Shields’s hospitalization after breaking her femur serves as a stark reminder of the physical vulnerabilities that aging can bring. Yet, rather than framing these experiences as signs of inevitable decline, she argues that these experiences are opportunities to assert agency, demand better care, and reclaim control over one’s body and well-being. Her encounters with gendered microaggressions in medical settings highlight the institutionalized biases that undermine women’s health. She recalls being dismissed by a male physician who wrongly attributed her seizure to dieting and another who condescendingly suggested that she had been browsing WebMD when she asked an informed question about her treatment. She explains how she listened to her medical team’s conversations to inform herself and soon felt equipped to ask educated questions:
One of those times, the doctors and specialists and interns were gathered around my bed, discussing my body when I interjected with a question regarding antibiotics and white blood cells. Before responding to my very valid question, the infectious disease specialist turned to me with his most patronizing smile and tilt of his head, and answered my question with a question of his own: ‘Have you been browsing WebMD?’ (92).
Shields, however, responded with the confidence she describes in earlier chapters. These microaggressions devalue the individual on the receiving end and are illustrative of bigger problems, including a lack of education for practitioners on women’s health issues, especially menopause, or medical abuse. Research indicates that gender bias often leads practitioners to dismiss women’s complaints of pain (Cheng, Kate. “Over 80% of Women Have Had Their Pain Dismissed by a Healthcare Professional.” Women’s Health, 15 Oct. 2024). These dismissals delay treatment of sometimes serious conditions, negatively impact women’s mental health, and lead to work absenteeism, thus affecting their careers.
Shields has firsthand experience with both problems. She knew very little about menopause when her symptoms began. Most women have limited knowledge about the condition, and younger women find approaching menopause frightening. Systemic failures in medical education are to blame. Few gynecologists have extensive education on the subject and are ill-equipped to educate their patients. This trend indicates that older women’s health is seen as less important and exemplifies the intersection of ageism and misogyny. Shields fills this knowledge void by sharing her experience with taking hormones and assures her audience that menopause does not have to be a miserable and scary experience.
Perhaps the most harrowing of her medical encounters is the nonconsensual procedure performed on her by a male physician, who, without her permission, surgically altered her body while she was under anesthesia for a labiaplasty. His casual remark—“I tightened you up a little bit!” (82)—exemplifies the entitlement with which some male doctors exert control over women’s bodies. Shields’s inclusion of this deeply personal violation underscores the severity of medical abuse and the long-term impact that it can have on a woman’s physical and emotional well-being.

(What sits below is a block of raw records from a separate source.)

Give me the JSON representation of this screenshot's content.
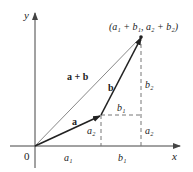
{
  "diagram": {
    "axes": {
      "x_label": "x",
      "y_label": "y",
      "origin_label": "0"
    },
    "vectors": {
      "a": {
        "label": "a"
      },
      "b": {
        "label": "b"
      },
      "sum": {
        "label": "a + b"
      }
    },
    "point_label": "(a₁ + b₁, a₂ + b₂)",
    "component_labels": {
      "a1_axis": "a₁",
      "b1_axis": "b₁",
      "a2_left": "a₂",
      "a2_right": "a₂",
      "b1_mid": "b₁",
      "b2_right": "b₂"
    },
    "colors": {
      "axis": "#444444",
      "vector": "#222222",
      "sum_vector": "#888888",
      "dashed": "#777777"
    }
  }
}
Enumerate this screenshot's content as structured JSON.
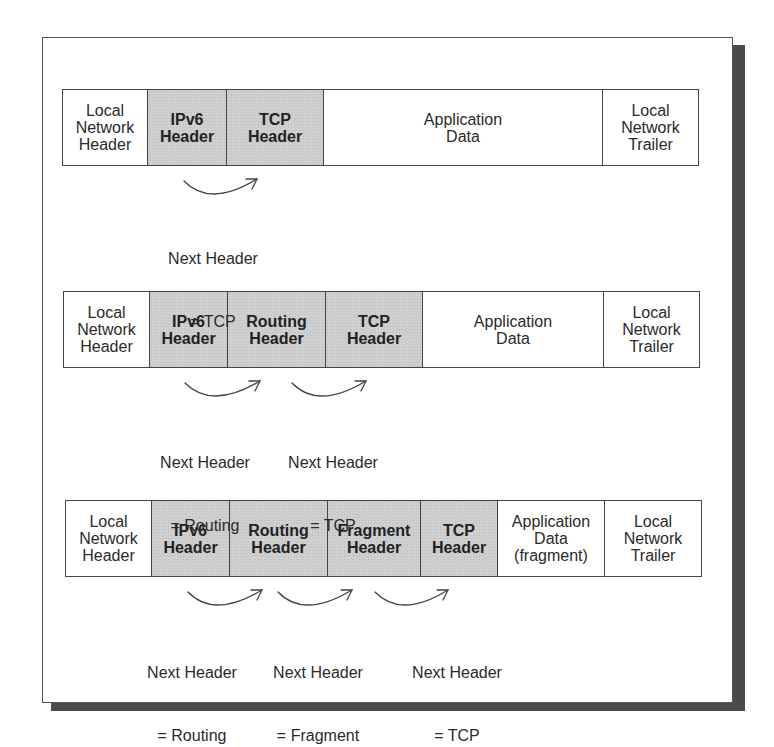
{
  "diagram": {
    "colors": {
      "shaded": "#cfcfcf",
      "border": "#444444",
      "shadow": "#4a4a4a",
      "text": "#2a2a2a"
    },
    "rows": [
      {
        "cells": [
          {
            "label": "Local\nNetwork\nHeader",
            "shaded": false
          },
          {
            "label": "IPv6\nHeader",
            "shaded": true
          },
          {
            "label": "TCP\nHeader",
            "shaded": true
          },
          {
            "label": "Application\nData",
            "shaded": false
          },
          {
            "label": "Local\nNetwork\nTrailer",
            "shaded": false
          }
        ],
        "annotations": [
          {
            "line1": "Next Header",
            "line2": "= TCP"
          }
        ]
      },
      {
        "cells": [
          {
            "label": "Local\nNetwork\nHeader",
            "shaded": false
          },
          {
            "label": "IPv6\nHeader",
            "shaded": true
          },
          {
            "label": "Routing\nHeader",
            "shaded": true
          },
          {
            "label": "TCP\nHeader",
            "shaded": true
          },
          {
            "label": "Application\nData",
            "shaded": false
          },
          {
            "label": "Local\nNetwork\nTrailer",
            "shaded": false
          }
        ],
        "annotations": [
          {
            "line1": "Next Header",
            "line2": "= Routing"
          },
          {
            "line1": "Next Header",
            "line2": "= TCP"
          }
        ]
      },
      {
        "cells": [
          {
            "label": "Local\nNetwork\nHeader",
            "shaded": false
          },
          {
            "label": "IPv6\nHeader",
            "shaded": true
          },
          {
            "label": "Routing\nHeader",
            "shaded": true
          },
          {
            "label": "Fragment\nHeader",
            "shaded": true
          },
          {
            "label": "TCP\nHeader",
            "shaded": true
          },
          {
            "label": "Application\nData\n(fragment)",
            "shaded": false
          },
          {
            "label": "Local\nNetwork\nTrailer",
            "shaded": false
          }
        ],
        "annotations": [
          {
            "line1": "Next Header",
            "line2": "= Routing"
          },
          {
            "line1": "Next Header",
            "line2": "= Fragment"
          },
          {
            "line1": "Next Header",
            "line2": "= TCP"
          }
        ]
      }
    ]
  }
}
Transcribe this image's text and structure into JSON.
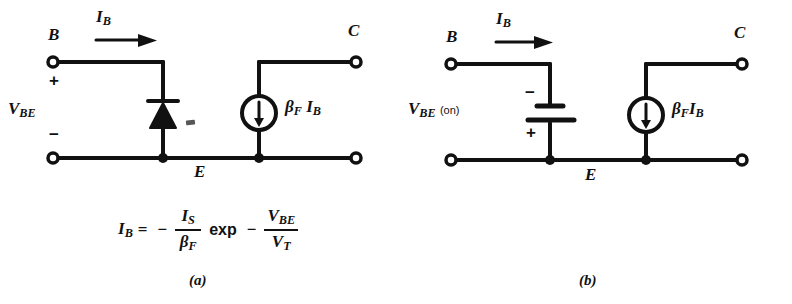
{
  "figure": {
    "panels": [
      {
        "id": "a",
        "caption": "(a)",
        "terminals": {
          "base": "B",
          "collector": "C",
          "emitter": "E"
        },
        "current_label": {
          "symbol": "I",
          "subscript": "B"
        },
        "voltage_label": {
          "symbol": "V",
          "subscript": "BE",
          "suffix": ""
        },
        "polarity": {
          "top": "+",
          "bottom": "−"
        },
        "source_label": {
          "beta": "β",
          "beta_sub": "F",
          "current": "I",
          "current_sub": "B"
        },
        "element": "diode",
        "equation": {
          "lhs": {
            "symbol": "I",
            "subscript": "B"
          },
          "equals": "=",
          "minus1": "−",
          "frac1": {
            "num": "I",
            "num_sub": "S",
            "den": "β",
            "den_sub": "F"
          },
          "exp": "exp",
          "minus2": "−",
          "frac2": {
            "num": "V",
            "num_sub": "BE",
            "den": "V",
            "den_sub": "T"
          }
        }
      },
      {
        "id": "b",
        "caption": "(b)",
        "terminals": {
          "base": "B",
          "collector": "C",
          "emitter": "E"
        },
        "current_label": {
          "symbol": "I",
          "subscript": "B"
        },
        "voltage_label": {
          "symbol": "V",
          "subscript": "BE",
          "suffix": "(on)"
        },
        "polarity": {
          "top": "−",
          "bottom": "+"
        },
        "source_label": {
          "beta": "β",
          "beta_sub": "F",
          "current": "I",
          "current_sub": "B"
        },
        "element": "battery"
      }
    ],
    "colors": {
      "ink": "#111111",
      "paper": "#ffffff"
    }
  }
}
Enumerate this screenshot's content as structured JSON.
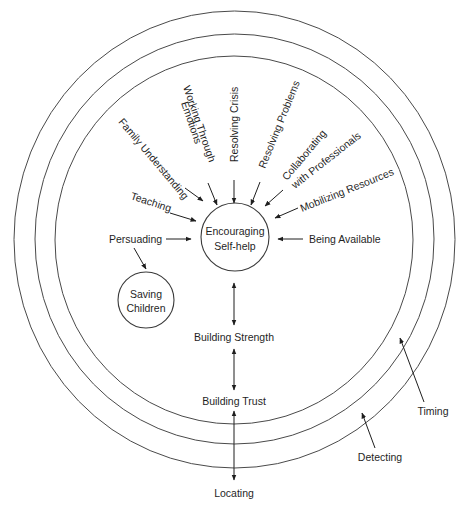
{
  "diagram": {
    "rings": [
      {
        "name": "outer-ring",
        "cx": 234.5,
        "cy": 239.5,
        "rx": 220.5,
        "ry": 228.5
      },
      {
        "name": "middle-ring",
        "cx": 234.5,
        "cy": 239,
        "rx": 199.5,
        "ry": 205
      },
      {
        "name": "inner-ring",
        "cx": 234,
        "cy": 240,
        "rx": 179,
        "ry": 184
      }
    ],
    "center_node": {
      "line1": "Encouraging",
      "line2": "Self-help",
      "cx": 235,
      "cy": 237,
      "r": 34
    },
    "secondary_node": {
      "line1": "Saving",
      "line2": "Children",
      "cx": 146,
      "cy": 300,
      "r": 28
    },
    "labels": {
      "family_understanding": "Family Understanding",
      "working_through_1": "Working Through",
      "working_through_2": "Emotions",
      "resolving_crisis": "Resolving Crisis",
      "resolving_problems": "Resolving Problems",
      "collaborating_1": "Collaborating",
      "collaborating_2": "with Professionals",
      "mobilizing_resources": "Mobilizing Resources",
      "teaching": "Teaching",
      "persuading": "Persuading",
      "being_available": "Being Available",
      "building_strength": "Building Strength",
      "building_trust": "Building Trust",
      "locating": "Locating",
      "detecting": "Detecting",
      "timing": "Timing"
    }
  }
}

Because her memoir is also a self-help book, Shields encourages readers, through the lens of her experiences, to self-advocate. Being older is a helpful tool, and she backs this up with research that indicates that older people have more agency in medical decision-making. Yet she also acknowledges her privilege as a celebrity. She is sometimes more likely to be taken seriously because she is Brooke Shields, and this advantage is one to which most women are not privy.